Screen Shot 2022-01-17 at 7.12.34 pm.png

Initially, when I tried to determine the distance AB, I used b-a, which seemed feasible from the pallelogram rule of addition.
That would mean the distance (rise, run) between A and B is:
run of AB= 2-(-3) = 5, rise of AB = 9-6 = 3
Hence the vector that describes AB is (5,3) which would mean the position vector of the midpoint if (2.5, 1.5)
However, the answer is (-0.5, 7.5)
To find this answer I tried doing a-b which was right
Could someone point out to me why using b-a is incorrect?

Other methods I considered was just finding the midpoint of the two coordinates which didn't work
Thanks
 
Hi everyone please refer to part a) of the question attached.
View attachment 30741

Initially, when I tried to determine the distance AB, I used b-a, which seemed feasible from the pallelogram rule of addition.
That would mean the distance (rise, run) between A and B is:
run of AB= 2-(-3) = 5, rise of AB = 9-6 = 3
Hence the vector that describes AB is (5,3) which would mean the position vector of the midpoint if (2.5, 1.5)
However, the answer is (-0.5, 7.5)
To find this answer I tried doing a-b which was right
Could someone point out to me why using b-a is incorrect?

Other methods I considered was just finding the midpoint of the two coordinates which didn't work
Thanks
I'd like to see your entire work, rather than just a description of it. The answer is neither b - a nor a - b. The vector you found, (b - a)/2, is AP, where P is the midpoint. They want OP.

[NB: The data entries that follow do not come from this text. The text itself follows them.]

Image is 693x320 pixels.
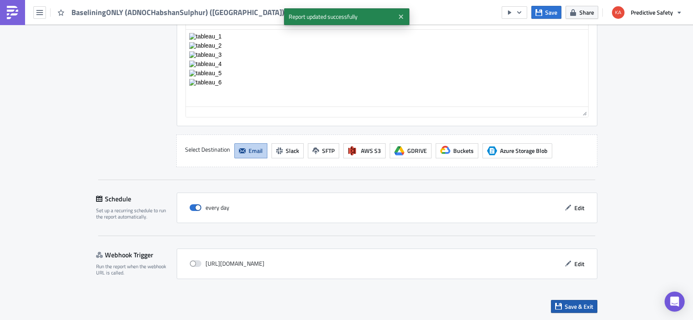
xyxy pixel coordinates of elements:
[565,302,593,311] span: Save & Exit
[255,13,276,25] div: Background color
[531,6,561,19] button: Save
[234,143,267,158] button: Email
[215,13,230,25] button: Bold
[436,143,478,158] button: Buckets
[186,30,588,106] iframe: Rich Text Area
[574,259,584,268] span: Edit
[579,107,588,117] div: Resize
[190,201,229,214] div: every day
[286,146,299,155] span: Slack
[407,146,427,155] span: GDRIVE
[71,8,285,17] span: BaseliningONLY (ADNOCHabshanSulphur) ([GEOGRAPHIC_DATA])
[190,257,264,270] div: [URL][DOMAIN_NAME]
[579,8,594,17] span: Share
[482,143,552,158] button: Azure Storage BlobAzure Storage Blob
[487,146,497,156] span: Azure Storage Blob
[230,13,244,25] button: Italic
[96,207,171,220] div: Set up a recurring schedule to run the report automatically.
[96,248,177,261] div: Webhook Trigger
[96,192,177,205] div: Schedule
[284,8,395,25] span: Report updated successfully
[185,143,230,156] label: Select Destination
[560,201,588,214] button: Edit
[560,257,588,270] button: Edit
[415,13,429,25] button: Insert/edit link
[322,146,334,155] span: SFTP
[545,8,557,17] span: Save
[308,143,339,158] button: SFTP
[191,13,205,25] button: Clear formatting
[551,300,597,313] button: Save & Exit
[453,146,474,155] span: Buckets
[395,10,407,23] button: Close
[271,143,304,158] button: Slack
[631,8,673,17] span: Predictive Safety
[565,6,598,19] button: Share
[500,146,547,155] span: Azure Storage Blob
[343,143,385,158] button: AWS S3
[96,263,171,276] div: Run the report when the webhook URL is called.
[440,13,454,25] button: Insert/edit image
[361,146,381,155] span: AWS S3
[574,203,584,212] span: Edit
[248,146,263,155] span: Email
[611,5,625,20] img: Avatar
[390,143,431,158] button: GDRIVE
[664,291,684,312] div: Open Intercom Messenger
[607,3,686,22] button: Predictive Safety
[6,6,19,19] img: PushMetrics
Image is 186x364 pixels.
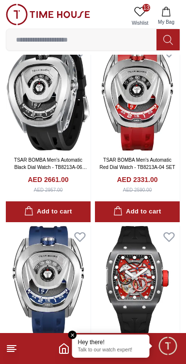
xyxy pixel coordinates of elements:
button: Add to cart [95,201,180,222]
h4: AED 2331.00 [117,175,157,184]
em: Close tooltip [68,331,77,339]
img: TSAR BOMBA Men's Automatic Blue Dial Watch - TB8213A-03 SET [6,226,91,335]
div: AED 2590.00 [123,186,152,194]
a: 13Wishlist [128,4,152,29]
img: TSAR BOMBA Men's Automatic Red Dial Watch - TB8213A-04 SET [95,42,180,151]
img: ... [6,4,90,25]
div: Add to cart [24,206,72,217]
span: My Bag [154,18,178,26]
button: Add to cart [6,201,91,222]
a: TSAR BOMBA Men's Automatic Red Dial Watch - TB8213A-04 SET [99,157,175,170]
div: Add to cart [113,206,161,217]
button: My Bag [152,4,180,29]
div: AED 2957.00 [34,186,63,194]
h4: AED 2661.00 [28,175,68,184]
img: TORNADO Autonova Men's Automatic Red Dial Watch - T24302-XSBB [95,226,180,335]
div: Chat Widget [157,335,179,357]
p: Talk to our watch expert! [78,347,144,354]
span: 13 [142,4,150,12]
img: TSAR BOMBA Men's Automatic Black Dial Watch - TB8213A-06 SET [6,42,91,151]
span: Wishlist [128,19,152,27]
div: Hey there! [78,338,144,346]
a: Home [58,343,70,354]
a: TSAR BOMBA Men's Automatic Black Dial Watch - TB8213A-06 SET [14,157,87,177]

You're right that vector AB is (5, 3), and the distance between A and B is the magnitude of that vector; but that is not directly relevant to the question unless you did additional work that you didn't mention. (And in the end there is a much simpler way.)
 
Hi everyone please refer to part a) of the question attached.
View attachment 30741

Initially, when I tried to determine the distance AB, I used b-a, which seemed feasible from the pallelogram rule of addition.
That would mean the distance (rise, run) between A and B is:
run of AB= 2-(-3) = 5, rise of AB = 9-6 = 3
Hence the vector that describes AB is (5,3) which would mean the position vector of the midpoint if (2.5, 1.5)
However, the answer is (-0.5, 7.5)
To find this answer I tried doing a-b which was right
Could someone point out to me why using b-a is incorrect?

Other methods I considered was just finding the midpoint of the two coordinates which didn't work
Thanks
If you draw either [imath]\mathbf a-\mathbf b[/imath] or [imath]\mathbf b-\mathbf a[/imath] with their tails at the origin you will see that their heads do not lie on AB.
 
I'd like to see your entire work, rather than just a description of it. The answer is neither b - a nor a - b. The vector you found, (b - a)/2, is AP, where P is the midpoint. They want OP.

You're right that vector AB is (5, 3), and the distance between A and B is the magnitude of that vector; but that is not directly relevant to the question unless you did additional work that you didn't mention. (And in the end there is a much simpler way.)
Thank you
Further steps I could've taken from my current working would be to add the vector AP to vector a which could give the resultant position vector OP
That would be:
Midpoint of AB (2.5,1.5) + vector a (-3,6)
= (-0.5, 7.5) which is the textbook answer

Could you point me in the direction of the much simpler way ?
 
Thank you
Further steps I could've taken from my current working would be to add the vector AP to vector a which could give the resultant position vector OP
That would be:
Midpoint of AB (2.5,1.5) + vector a (-3,6)
= (-0.5, 7.5) which is the textbook answer

Could you point me in the direction of the much simpler way ?
That's what I presumed you would have done next.

The simpler way is the result of part (b). Have you done that yet, and simplified the result?